Gartner also has observed several vendors adding private and public LoRaWAN to their portfolios and showing moderate growth, as well as vendors starting to test and integrate LEO satellite capabilities, including 3GPP WAN to satellite as an option for areas with no cellular coverage.

The gradual rise of eSIMs replacing branded SIMs, in particular, provides an interesting opportunity for attackers, argue its proponents. Offering the flexibility to switch between networks, eSIMs effectively break “vendor lock-in,” while offering means to reduce some costs and integration headaches. And the major hyperscalers are among those attackers.

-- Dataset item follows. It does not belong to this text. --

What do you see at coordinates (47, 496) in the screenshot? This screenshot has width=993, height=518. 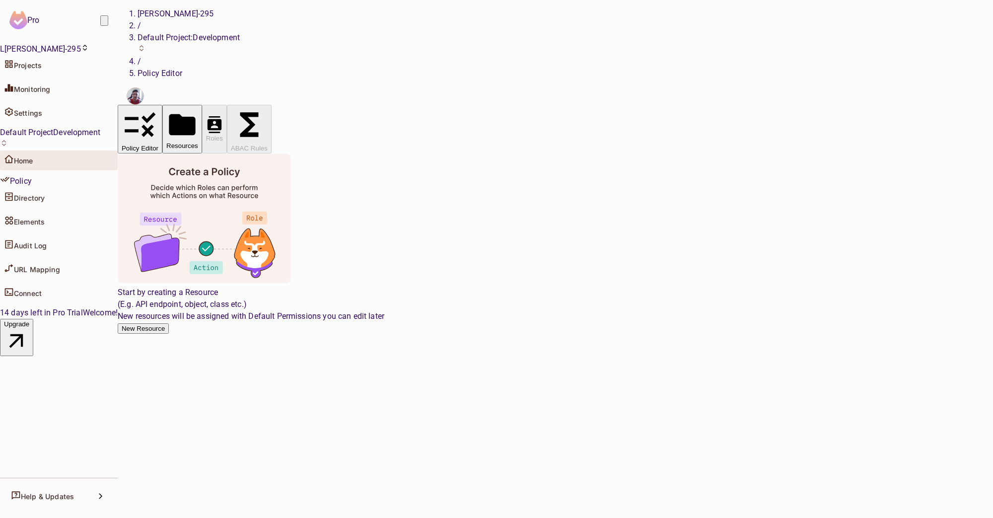 I see `span: Help & Updates` at bounding box center [47, 496].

Meanwhile, Apple’s iPhone 14 already has an eSIM with a satellite overlay, allowing emergency texts via satellite, point out executives at IoT connectivity provider Eseye.

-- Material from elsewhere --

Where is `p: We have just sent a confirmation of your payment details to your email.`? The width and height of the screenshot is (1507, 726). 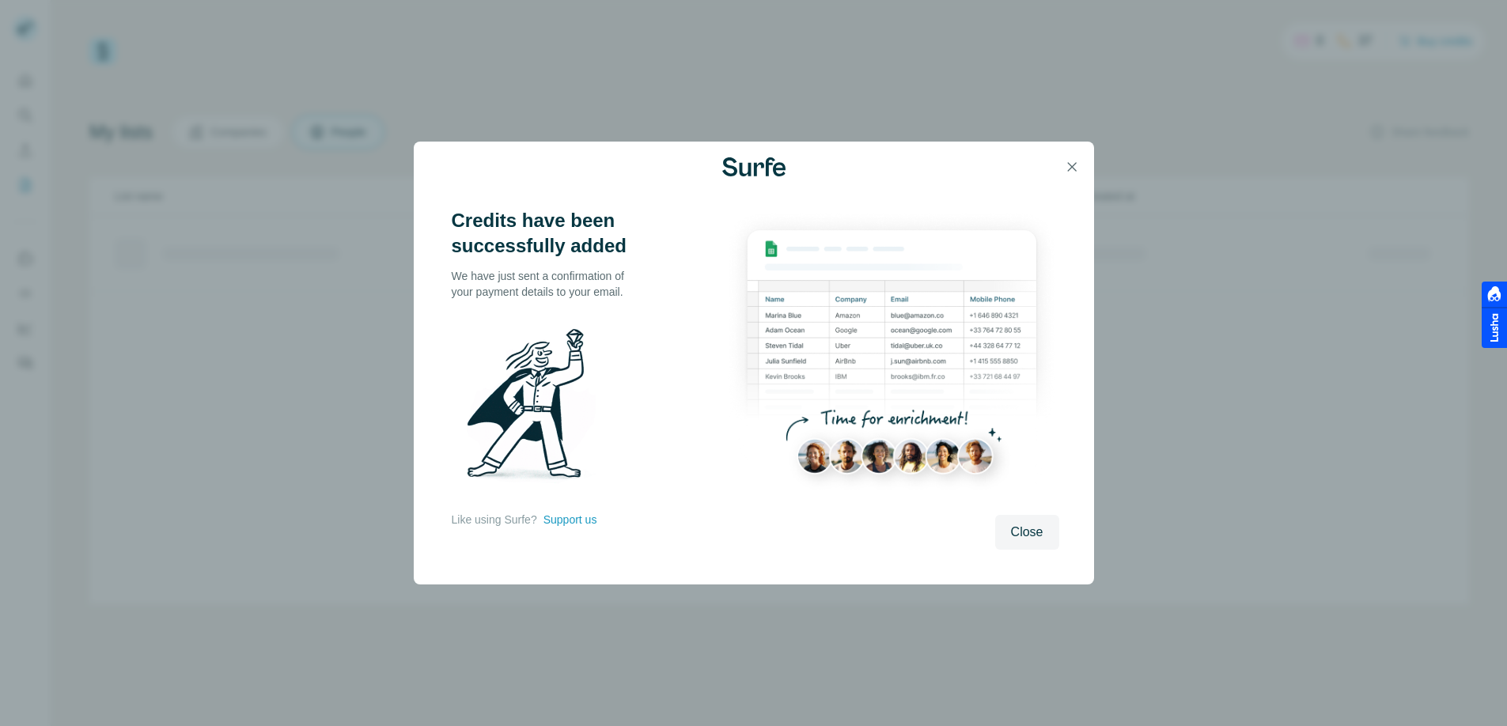
p: We have just sent a confirmation of your payment details to your email. is located at coordinates (546, 284).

If nothing else, the primary role that connectivity plays within IoT efforts seems to suggest healthy growth in the demand for managed IoT connectivity as well as private networks.

Despite any nascency that remains within the larger IoT market, it’s certainly not dampening the enthusiasm among IoT buyers and potential adopters. Several surveys suggest satisfaction and intent is high, and most experts predict healthy growth for the category.

Quite simply, it’s hard to envision a picture of the future that does not include a myriad of connected devices that collect mountains of data, control environments and processes based on that data and seamlessly communicate with personal devices. And when considering the complexities to pull this off, it’s not surprising that a team of integrators, trusted advisors and third-party providers will be enlisted to bring this future to fruition.

Indeed, “this won’t be a winner-takes-all market environment,” McKinsey IoT experts conclude. “To maximize the opportunity for the IoT to play an increased role in many aspects of people’s lives, numerous players will have to work together to reduce risk, and numerous players will be in a position to reap the rewards.”